Structured what-if technique

17
Q

What is the general approach to SWIFT?

A

A leader facilitates a discussion of potential risk events within a team, using a series of “what if” questions. Responses are recorded in a log sheet.

18
Q

In which sectors is SWIFT most common?

A

High risk sectors such as nuclear power or chemical processing.

19
Q

What is the Delphi technique?

A

An information gathering tool used to reach concensus on a subject. Experts participate anonymously and a facilitator uses a questionnaire to solicit ideas. Responses are summarised and recirculated for comments

20
Q

Wht are the benefits of the Delphi technique?

A

It avoids bias and keeps any one person from having undue inflience on risk identification.
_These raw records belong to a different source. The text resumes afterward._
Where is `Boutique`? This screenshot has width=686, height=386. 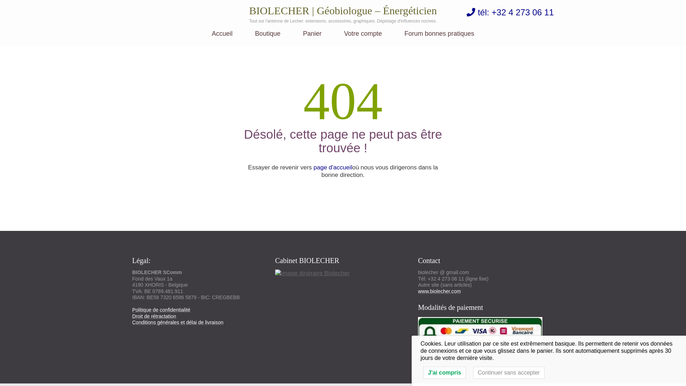 Boutique is located at coordinates (268, 38).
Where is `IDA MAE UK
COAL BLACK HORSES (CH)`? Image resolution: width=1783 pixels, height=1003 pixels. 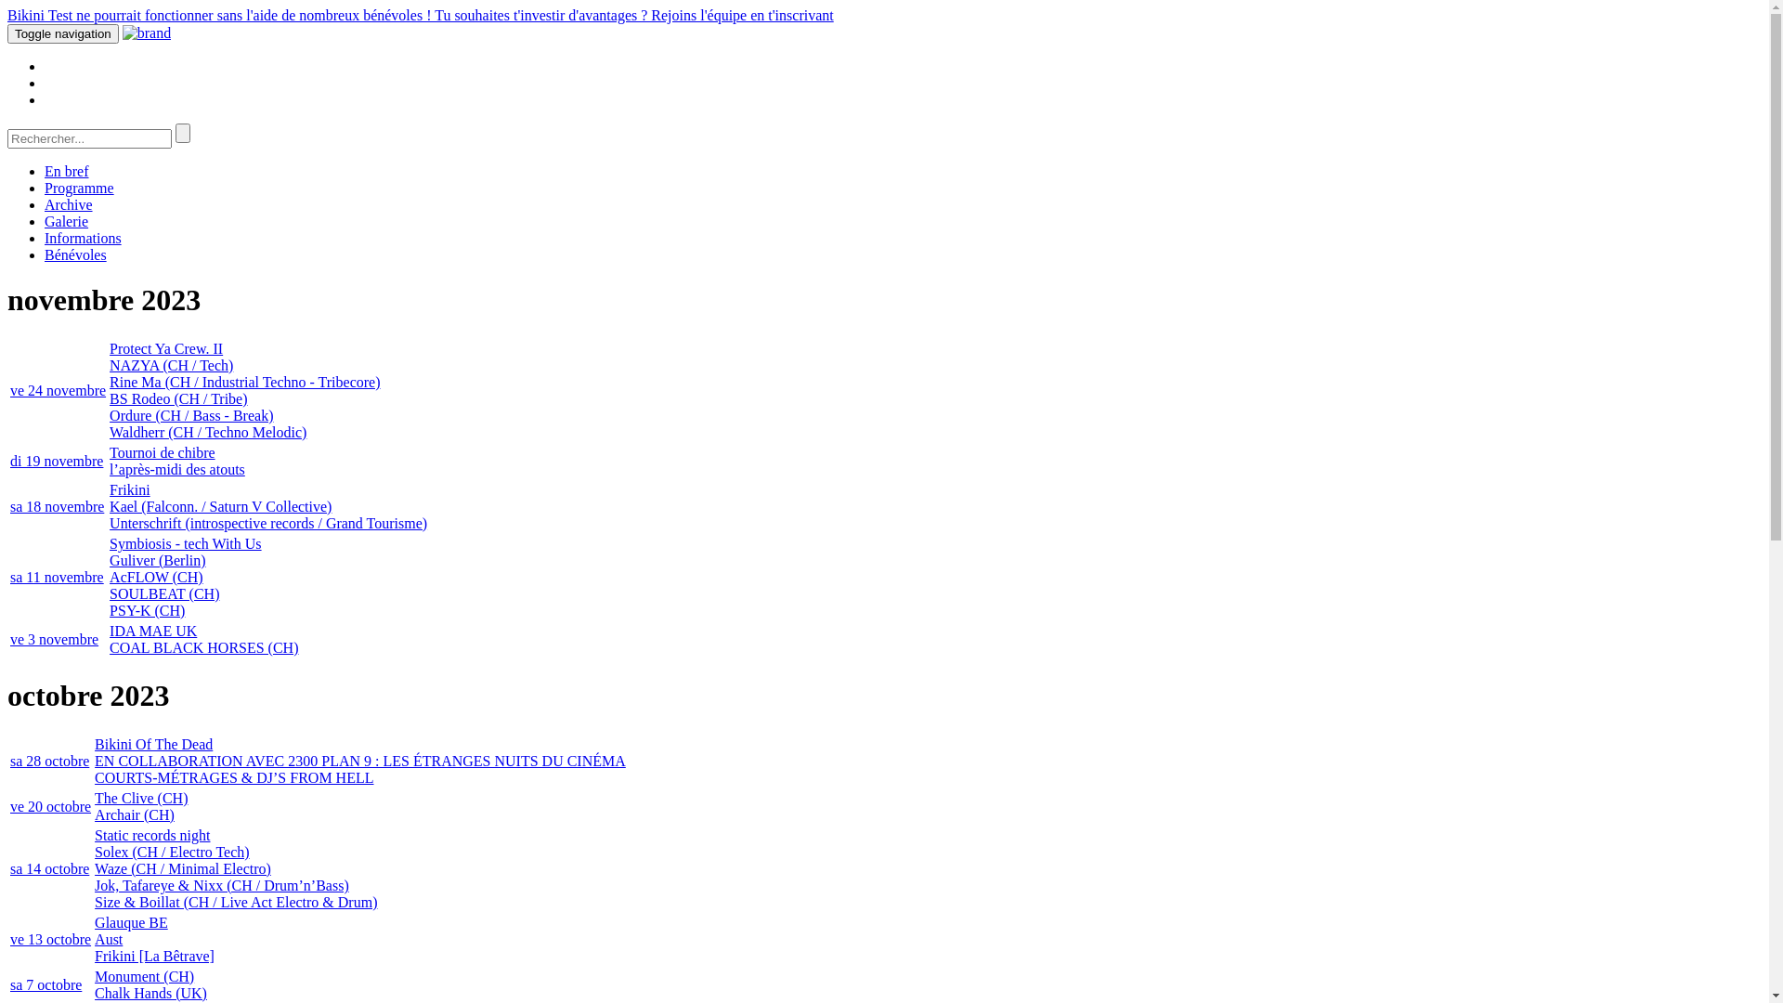
IDA MAE UK
COAL BLACK HORSES (CH) is located at coordinates (204, 639).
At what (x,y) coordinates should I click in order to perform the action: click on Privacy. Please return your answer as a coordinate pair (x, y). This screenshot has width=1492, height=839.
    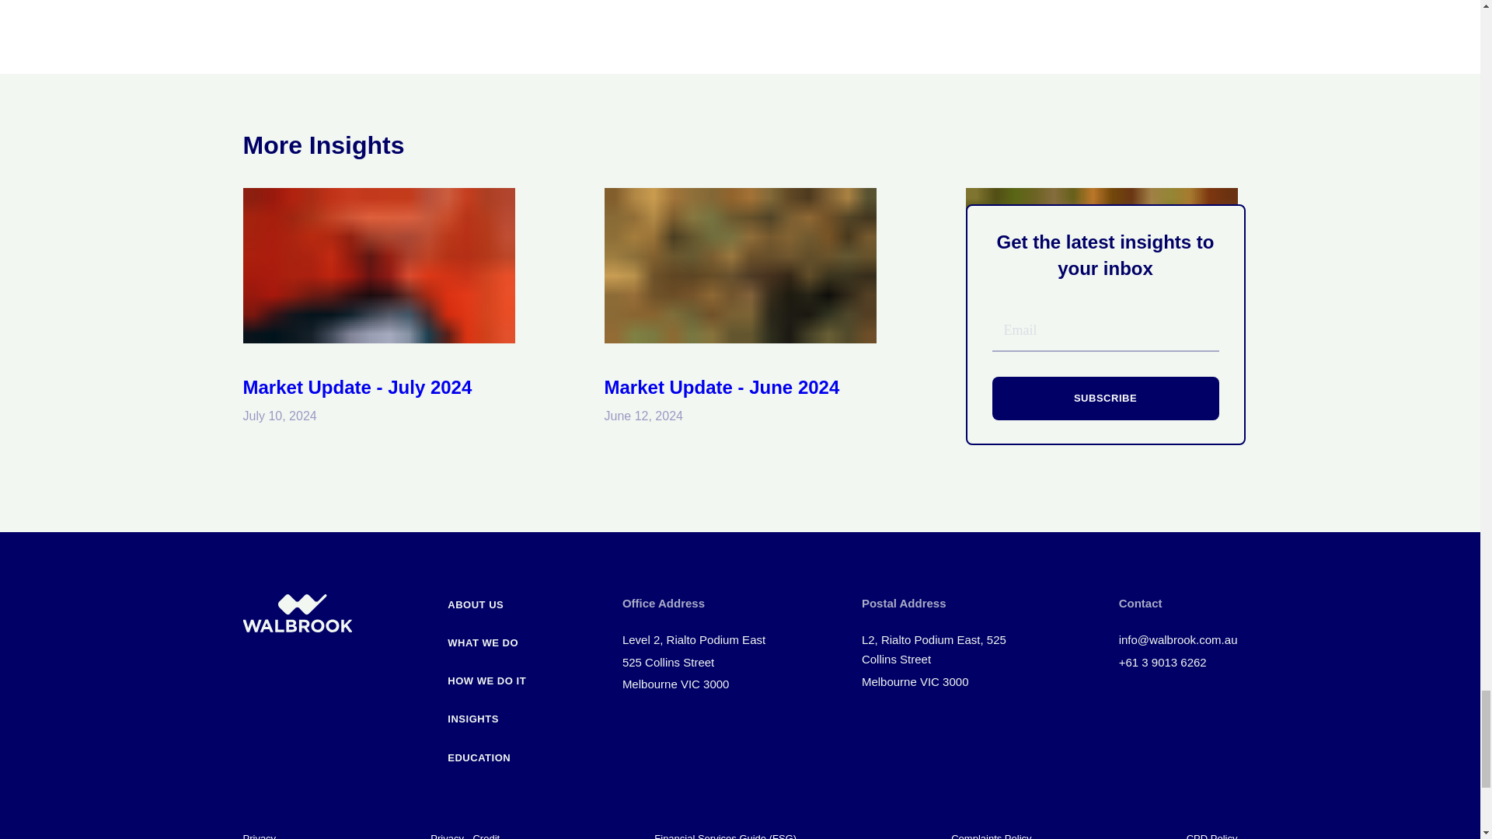
    Looking at the image, I should click on (259, 836).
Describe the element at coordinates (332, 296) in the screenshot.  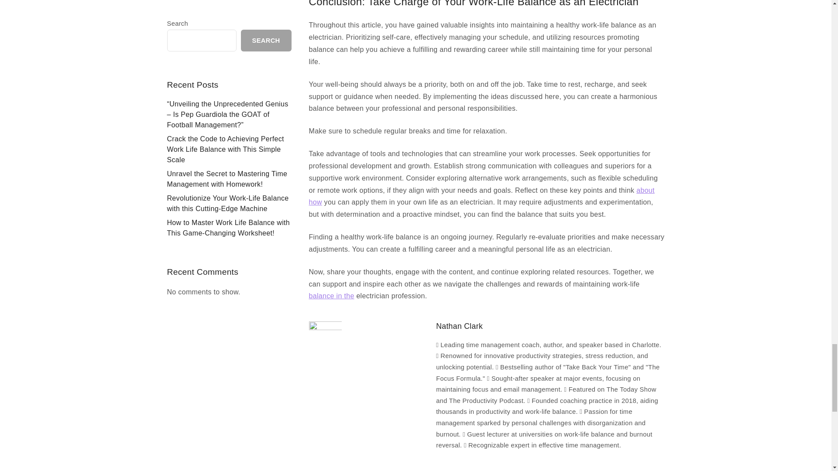
I see `balance in the` at that location.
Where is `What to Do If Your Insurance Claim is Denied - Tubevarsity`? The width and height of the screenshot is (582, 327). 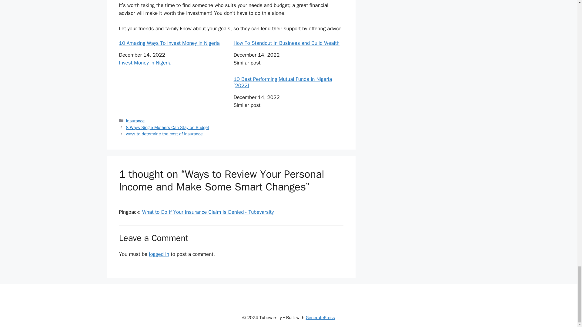 What to Do If Your Insurance Claim is Denied - Tubevarsity is located at coordinates (208, 212).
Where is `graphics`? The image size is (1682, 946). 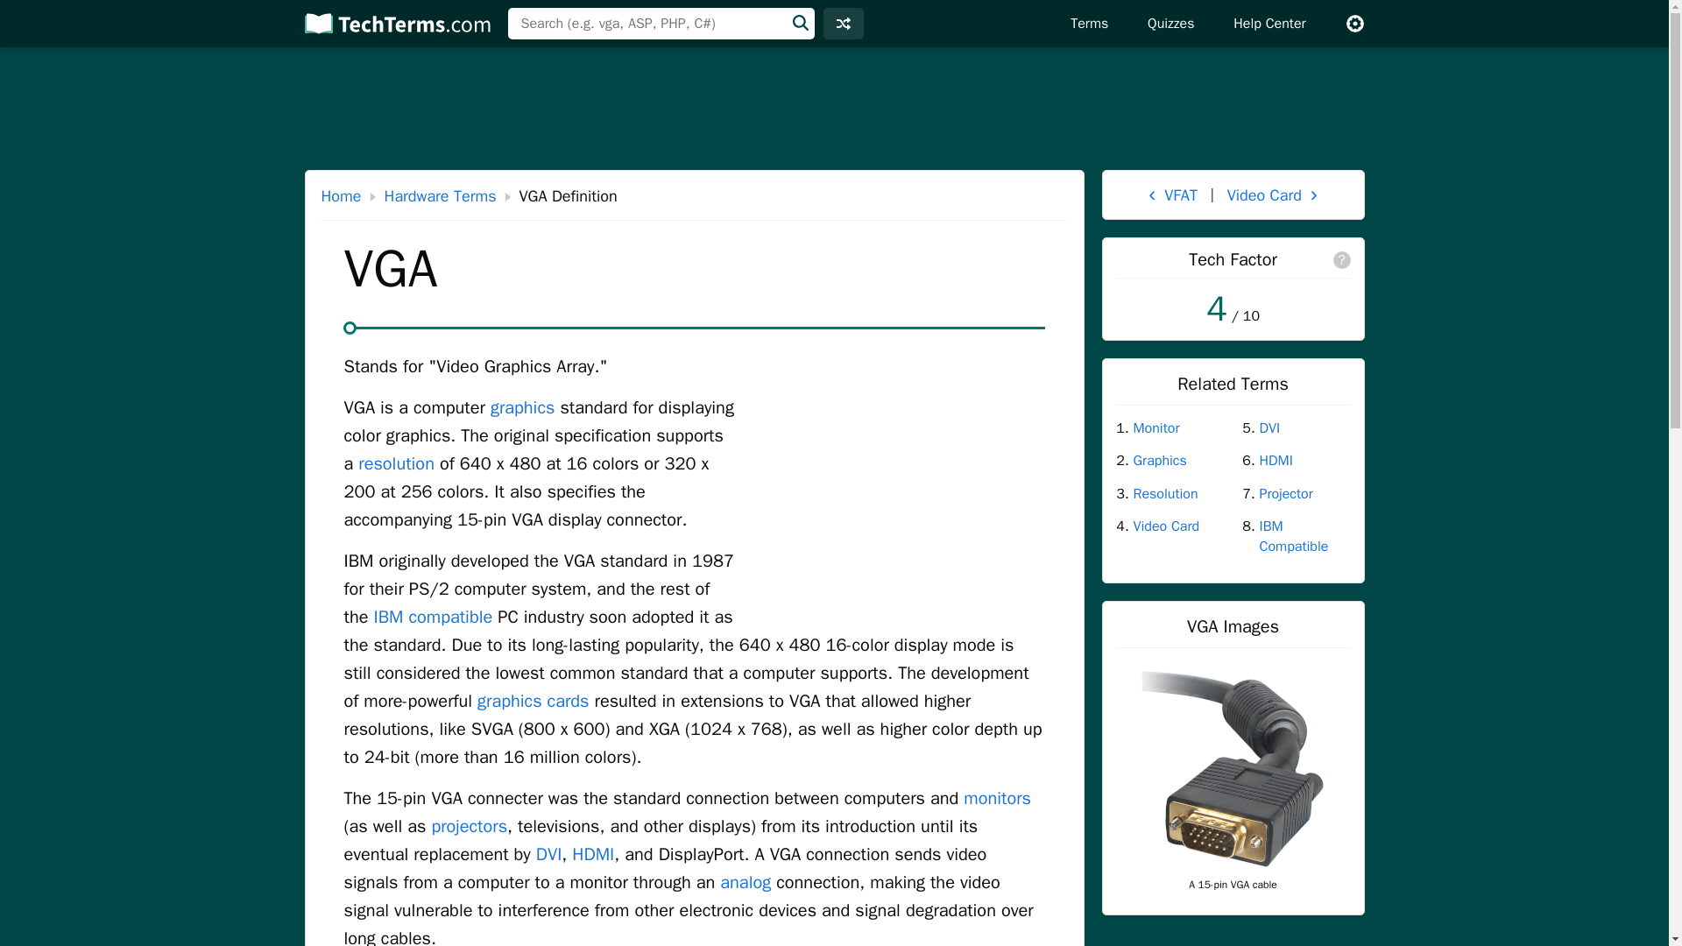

Anonymity encourages honesty and openess.

21
Q

What is the downside of th Delphi technique?

A

It can be very time consuming.

22
Q

What is root cause analysis?

A

A risk assessment technique that seeks to find the root cause of either real or predicted risk events.

23
Q

What is the benefit of root cause analysis?

A

It explores the reasons for risk events, allowing action to be taken to prevent them happening.

24
Q

Root cause analysis is based on 4 principles:
1 Identify c_____ of the event
2 Establish the t_______
3 Distiguis between root and more immediate c______
4 Use results to improve controls and manage future events

A

causes
timeline
causes

25
Q

What is the five whys technique?

A

A simple technique of asking “why” five times to get to the cause of any issues

26
Q

When is root cause analysis most useful?

A

When trying to understand a large and negative risk event (it is not cost effective to use it for every risk)

27
Q

What is fault tree analyis?

A

A process for looking at what might cause systems or a process flow to fail.

28
Q

What are an advantage and disadvantage of fault tree analysis?

A

Advantage - highlights connect risk events that could combine into larger events.

Disadvantage - time consuming and costly

29
Q

Loss events and near missed are l_______ opportunities.

A

learning

30
Q

What is a near miss and why should they be investigated?

A

Near misses are incidents that nearly lead to risk events. They should be investigated to understand what went wrong and preventing the same happening again.